New Facebook AI Research Could Generate Dynamic Virtual Worlds

At this year’s GPU Technology Conference, Facebook AI Research showed off a neural net that lets you generate unique images based on a text description. First they typed “beach” and what looked like a painting of a beach appeared. The image had clouds, so next they typed “beach -clouds” and a brand new beach image appeared with blue sky and no clouds. Lastly, they typed “sunset beach -clouds” and yet another beach image appeared with an orange-red sunset.

Amid an impressive conference of photorealistic graphics, self-driving cars, and supercomputers, this was the presentation that drew the most “wow”s from the crowd, and for good reason. Neural nets have become the popular kid on the block when it comes to AI advancement. For those not familiar with the concept, neural nets are algorithms that seek to mimic the way our brains work.
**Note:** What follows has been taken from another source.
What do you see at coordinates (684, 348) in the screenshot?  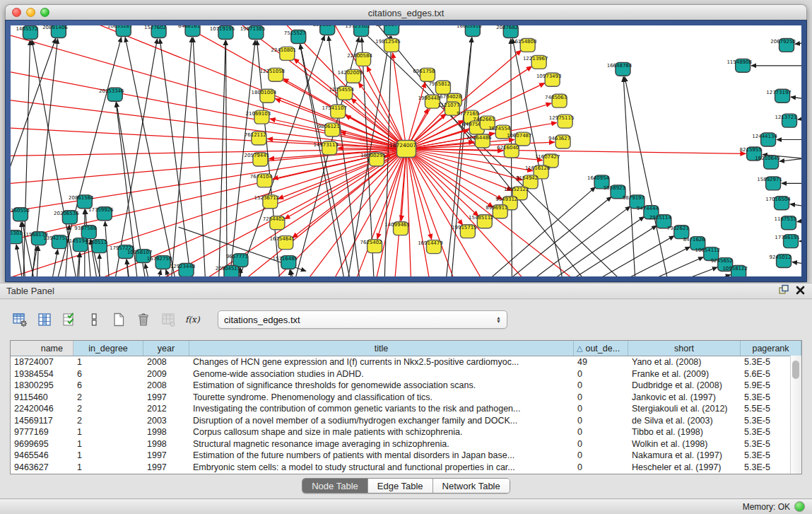 I see `column-header-short: short` at bounding box center [684, 348].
What Facebook has done is train their neural net to associate certain words with certain image types, training it on many thousands (maybe even millions) of different images. Once the net is trained (requiring a supercomputer for datasets that large), getting a result back takes relatively little time.
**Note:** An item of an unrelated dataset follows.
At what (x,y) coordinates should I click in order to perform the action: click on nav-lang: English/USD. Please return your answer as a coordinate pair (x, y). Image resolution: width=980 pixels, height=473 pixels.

The key breakthrough here is the system’s ability to combine different images through text. Not only can it recognize individual elements of an image, but it can also remove and replace those elements dynamically. And this is all possible through a natural language interface, i.e describe an image and bam there it is.

This first implementation is trained on artsy 2D images such as paintings. However, a 3D implementation could be hugely useful. Building the virtual reality metaverse is going to require a large amount of 3D art. Having a neural net generate 3D objects based on a text description would enable faster VR content creation. And it might not be too far away.
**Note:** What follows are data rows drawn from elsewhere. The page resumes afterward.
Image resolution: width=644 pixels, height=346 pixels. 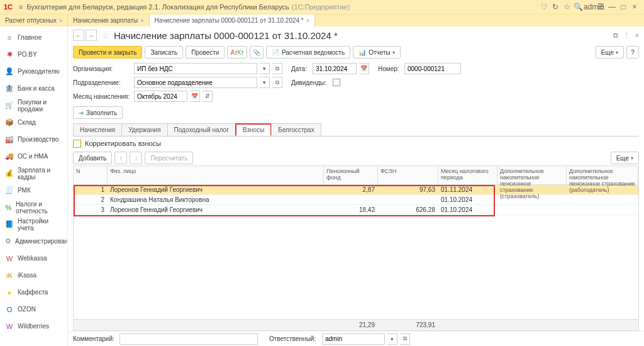 What do you see at coordinates (236, 52) in the screenshot?
I see `dtkt-button: АтКт` at bounding box center [236, 52].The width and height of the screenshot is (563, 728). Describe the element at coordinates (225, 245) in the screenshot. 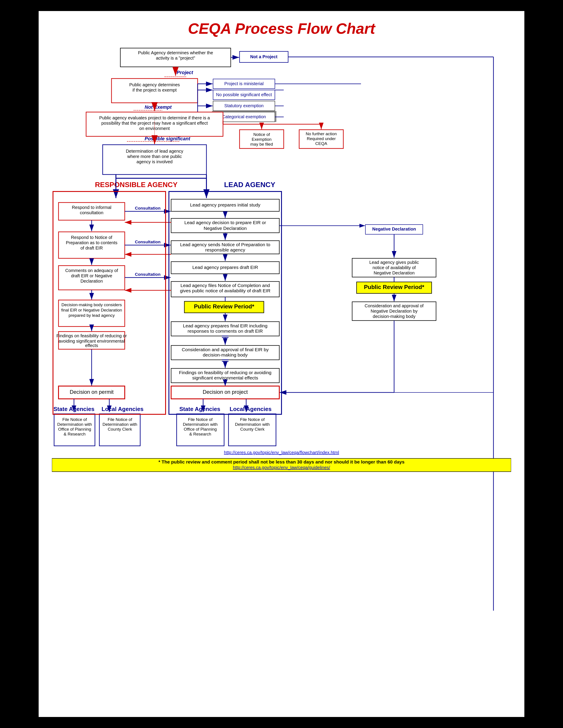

DeepMind (owned by Google) went from a neural net that could play 2D games to 3D ones in less than a year.

Granted, a 3D object generating neural net has several more hurdles to overcome. First, the algorithm has to be tuned to use and recognize 3D rather than 2D assets, an active research problem. Luckily, computer vision and an increasing interest in 3D computing should push research forward. Second, there probably aren’t enough different 3D assets available on the Internet to properly train a 3D neural net. To get around this, developers may need to find a way to combine 2D and 3D image recognition. Also, as virtual reality and augmented reality adoption increases, we should see a huge increase in the number of 3D assets in the world.

Looking at the pace of the AI and 3D industries, I think it’s a safe bet to expect a 3D generating neural net within 10 years. With it, creating your perfect virtual world will be as simple as writing a scene description.